As of September 29th, the Village of Dryden Code Enforcement visited the apartment after pressure from tenant organizing, hoping to hold the landlord accountable. Code Officer David W. Sprout issued an amended, longer list of violations, and an immediate condemnation date of Thursday, October 7 if significant repairs have not been made.

In the absence of a working toilet, mold remediation, and other issues which the landlord and property owner already have shown to not care about, condemnation is functionally the same as an eviction for Keionzie and Troy. They will be displaced with only one week’s notice because of landlord neglect. Management will have successfully pushed out a Black family by intentionally neglecting to maintain habitable conditions. All other tenants at 14 W. Main have received some level of maintenance, even if that level is still quite poor. Reportedly, the entire building will be condemned soon due to electrical, foundational and mold issues, but the other tenants will have far more time than a mere week to find housing accommodations.

The side wall of 14 W. Main St, Dryden.

Keionize and Troy began the long, slow process of looking for apartments months ago. Unfortunately, they are running up against the absolute dearth of housing that’s a consistent experience for renters in Tompkins County. The couple now faces imminent homelessness if the repairs aren’t made by October 7th. “I was so excited when I got this place, but now I don’t even know what to do,” said Keionzie.

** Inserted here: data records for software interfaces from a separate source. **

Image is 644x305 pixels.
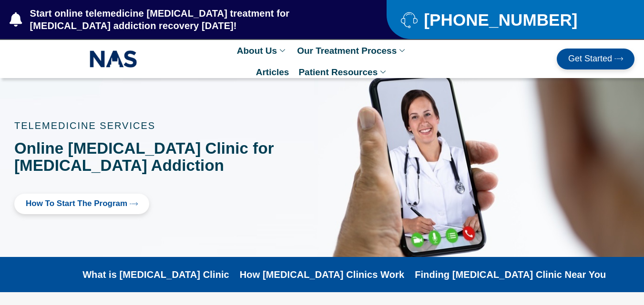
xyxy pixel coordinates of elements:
a: How [MEDICAL_DATA] Clinics Work [240,269,404,281]
span: [PHONE_NUMBER] [421,14,577,26]
a: How to Start the program [14,194,149,214]
p: TELEMEDICINE SERVICES [14,121,294,131]
span: Get Started [568,54,612,64]
a: About Us [232,40,292,61]
a: Articles [251,61,294,83]
span: How to Start the program [26,200,127,209]
a: [PHONE_NUMBER] [401,11,620,28]
a: Patient Resources [293,61,392,83]
span: Start online telemedicine [MEDICAL_DATA] treatment for [MEDICAL_DATA] addiction recovery [DATE]! [28,7,348,32]
a: Start online telemedicine [MEDICAL_DATA] treatment for [MEDICAL_DATA] addiction recovery [DATE]! [10,7,348,32]
h1: Online [MEDICAL_DATA] Clinic for [MEDICAL_DATA] Addiction [14,140,294,175]
a: Our Treatment Process [292,40,412,61]
a: Get Started [556,49,634,70]
a: Finding [MEDICAL_DATA] Clinic Near You [414,269,605,281]
a: What is [MEDICAL_DATA] Clinic [82,269,229,281]
img: NAS_email_signature-removebg-preview.png [90,48,137,70]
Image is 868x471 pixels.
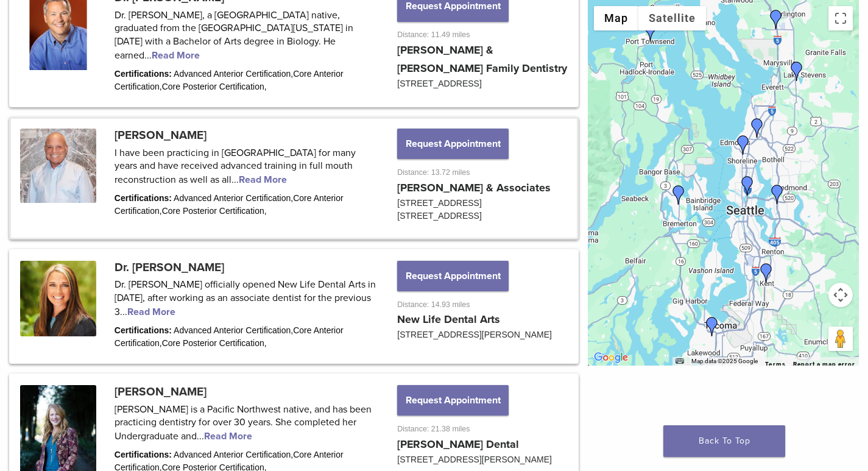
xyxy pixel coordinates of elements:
span: Map data ©2025 Google [692,358,758,364]
div: Dr. James Rosenwald [768,185,787,204]
div: Dr. David Clark [702,317,722,336]
button: Request Appointment [397,260,508,291]
button: Map camera controls [829,283,853,307]
button: Keyboard shortcuts [676,357,684,365]
button: Request Appointment [397,385,508,416]
img: Google [591,350,631,365]
a: Terms [765,360,786,368]
button: Toggle fullscreen view [829,6,853,31]
a: Report a map error [793,360,855,367]
div: Dr. Amy Thompson [787,62,806,81]
button: Show satellite imagery [638,6,706,31]
div: Dr. Jim Cunnington [641,22,660,41]
button: Request Appointment [397,129,508,159]
a: Open this area in Google Maps (opens a new window) [591,350,631,365]
a: Back To Top [664,425,785,457]
div: Dr. Rose Holdren [669,185,688,204]
div: Dr. Megan Jones [734,135,753,155]
div: Dr. Amrita Majumdar [757,263,776,283]
button: Drag Pegman onto the map to open Street View [829,326,853,351]
div: Dr. Brent Robinson [748,118,767,138]
div: Dr. Charles Wallace [738,176,757,195]
div: Dr. Brad Larreau [766,10,786,29]
button: Show street map [594,6,638,31]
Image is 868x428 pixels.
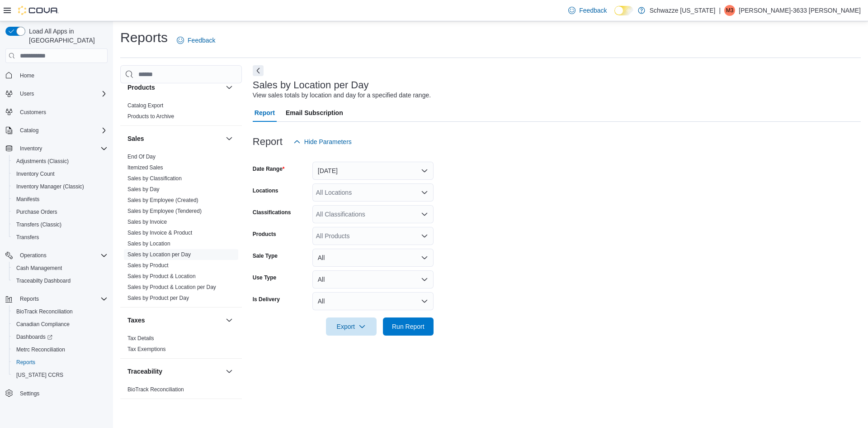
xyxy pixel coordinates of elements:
button: Adjustments (Classic) [9,155,111,167]
button: Traceability [128,367,222,376]
span: Adjustments (Classic) [13,156,107,167]
button: Next [253,65,264,76]
span: Customers [20,109,46,116]
label: Locations [253,187,279,194]
span: Catalog [20,127,38,134]
button: Inventory Manager (Classic) [9,180,111,193]
span: Traceabilty Dashboard [16,277,70,284]
span: Metrc Reconciliation [13,344,107,355]
span: Cash Management [13,263,107,273]
span: Report [254,103,275,122]
button: Metrc Reconciliation [9,343,111,355]
h3: Taxes [128,316,145,325]
span: Feedback [579,6,607,15]
span: Feedback [188,36,215,45]
button: Users [2,87,111,100]
span: BioTrack Reconciliation [16,308,73,315]
a: Customers [16,107,50,118]
span: Inventory [16,143,107,154]
a: Feedback [173,31,219,49]
a: Itemized Sales [128,165,163,171]
button: Inventory Count [9,167,111,180]
button: Canadian Compliance [9,318,111,331]
a: Tax Details [128,335,154,341]
a: Dashboards [13,331,56,342]
span: Canadian Compliance [13,318,107,329]
span: BioTrack Reconciliation [13,306,107,317]
button: [US_STATE] CCRS [9,368,111,381]
button: Products [128,83,222,92]
span: Purchase Orders [13,206,107,217]
a: Sales by Product & Location [128,273,196,280]
a: Metrc Reconciliation [13,344,68,355]
span: Operations [20,252,46,259]
img: Cova [18,6,59,15]
span: Catalog Export [128,102,163,109]
button: Sales [128,134,222,143]
span: Reports [16,359,36,366]
a: Sales by Product [128,262,168,268]
span: Reports [20,295,39,302]
button: Inventory [2,142,111,155]
span: Sales by Invoice [128,218,167,225]
span: Purchase Orders [16,208,58,216]
button: Operations [2,249,111,261]
button: Users [16,88,38,99]
a: Inventory Manager (Classic) [13,181,88,192]
button: Settings [2,386,111,400]
a: Dashboards [9,331,111,343]
span: Transfers (Classic) [16,221,62,228]
a: Settings [16,388,43,398]
button: Traceabilty Dashboard [9,274,111,287]
label: Sale Type [253,252,278,259]
span: Catalog [16,125,107,136]
p: Schwazze [US_STATE] [650,5,716,16]
span: Sales by Product [128,261,168,269]
button: Cash Management [9,261,111,274]
label: Products [253,230,277,238]
a: Products to Archive [128,113,174,120]
a: Sales by Product per Day [128,295,189,301]
div: Products [120,100,242,126]
div: Taxes [120,333,242,358]
a: Sales by Invoice & Product [128,230,192,236]
a: End Of Day [128,153,156,160]
span: Run Report [392,322,425,331]
label: Classifications [253,209,291,216]
span: Export [332,317,371,335]
button: Reports [2,292,111,305]
button: Inventory [16,143,46,154]
a: Sales by Location [128,241,171,247]
button: All [312,249,434,267]
button: Open list of options [421,189,428,196]
span: Sales by Product & Location per Day [128,284,216,290]
span: Sales by Employee (Tendered) [128,208,201,214]
button: Run Report [383,317,434,335]
span: Transfers [16,234,39,241]
span: M3 [726,5,734,16]
span: Load All Apps in [GEOGRAPHIC_DATA] [26,27,107,45]
a: Transfers [13,232,42,243]
button: Open list of options [421,210,428,218]
span: Itemized Sales [128,164,163,171]
button: Traceability [224,366,235,376]
span: Users [20,90,34,97]
span: Inventory Manager (Classic) [16,183,84,190]
a: Traceabilty Dashboard [13,275,74,286]
a: Home [16,70,38,81]
a: Cash Management [13,263,66,273]
a: Sales by Classification [128,175,182,181]
span: Sales by Classification [128,175,182,182]
span: Reports [13,357,107,368]
a: [US_STATE] CCRS [13,370,67,380]
h3: Report [253,136,283,147]
span: Operations [16,250,107,261]
h3: Traceability [128,367,162,376]
span: Manifests [16,196,40,203]
h3: Sales [128,134,144,143]
span: Cash Management [16,264,62,271]
span: Canadian Compliance [16,320,70,328]
span: Inventory Manager (Classic) [13,181,107,192]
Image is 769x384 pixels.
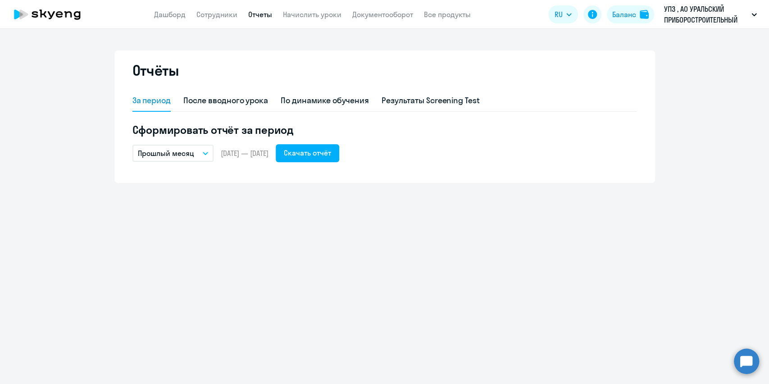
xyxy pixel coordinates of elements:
h5: Сформировать отчёт за период [132,123,637,137]
button: Скачать отчёт [276,144,339,162]
a: Отчеты [248,10,272,19]
div: Скачать отчёт [284,147,331,158]
div: За период [132,95,171,106]
a: Документооборот [352,10,413,19]
div: По динамике обучения [281,95,369,106]
a: Начислить уроки [283,10,342,19]
div: Баланс [612,9,636,20]
button: УПЗ , АО УРАЛЬСКИЙ ПРИБОРОСТРОИТЕЛЬНЫЙ ЗАВОД, АО, Предоплата [660,4,762,25]
a: Все продукты [424,10,471,19]
h2: Отчёты [132,61,179,79]
a: Сотрудники [196,10,237,19]
p: УПЗ , АО УРАЛЬСКИЙ ПРИБОРОСТРОИТЕЛЬНЫЙ ЗАВОД, АО, Предоплата [664,4,748,25]
div: Результаты Screening Test [382,95,480,106]
img: balance [640,10,649,19]
button: RU [548,5,578,23]
p: Прошлый месяц [138,148,194,159]
a: Дашборд [154,10,186,19]
span: RU [555,9,563,20]
button: Балансbalance [607,5,654,23]
button: Прошлый месяц [132,145,214,162]
div: После вводного урока [183,95,268,106]
span: [DATE] — [DATE] [221,148,269,158]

The back hallway entrance, which leads to the soon-to-be-condemned apartment.

The Ithaca Tenants Union, working alongside several Tompkins and Cortland county organizers, are currently conducting a phone zap to apply pressure to both Judith Johnson and Linda Bruno to either do the basic repairs that would prevent the Notice to Vacate from being posted late Thursday, or to provide Keionzie and Troy with alternative housing.

So far, Johnson has been quick to describe harassment and repair refusal on Keionzie’s end as her only response, despite evidence to the contrary. Linda Bruno has not responded to any communication attempt, including a recent voicemail from Keionzie and Troy’s Law NY representative. Get the information on the phone zap and participate here. In situations like these, public pressure and collective action goes a long way. After the Tenants Union’s last exposé of a neglectful landlord leaving dangerous housing on the brink of condemnation, public attention succeeded in getting the landlord to finally initiate the baseline repair process required to delay the Notice to Vacate that would’ve left tenants houseless.

The community has raised a small amount of money for the couple’s physical needs, but much more is needed. Donate to their GoFundMe here.

Want to stand with tenants dealing with landlord issues? Join the Ithaca Tenants Union here.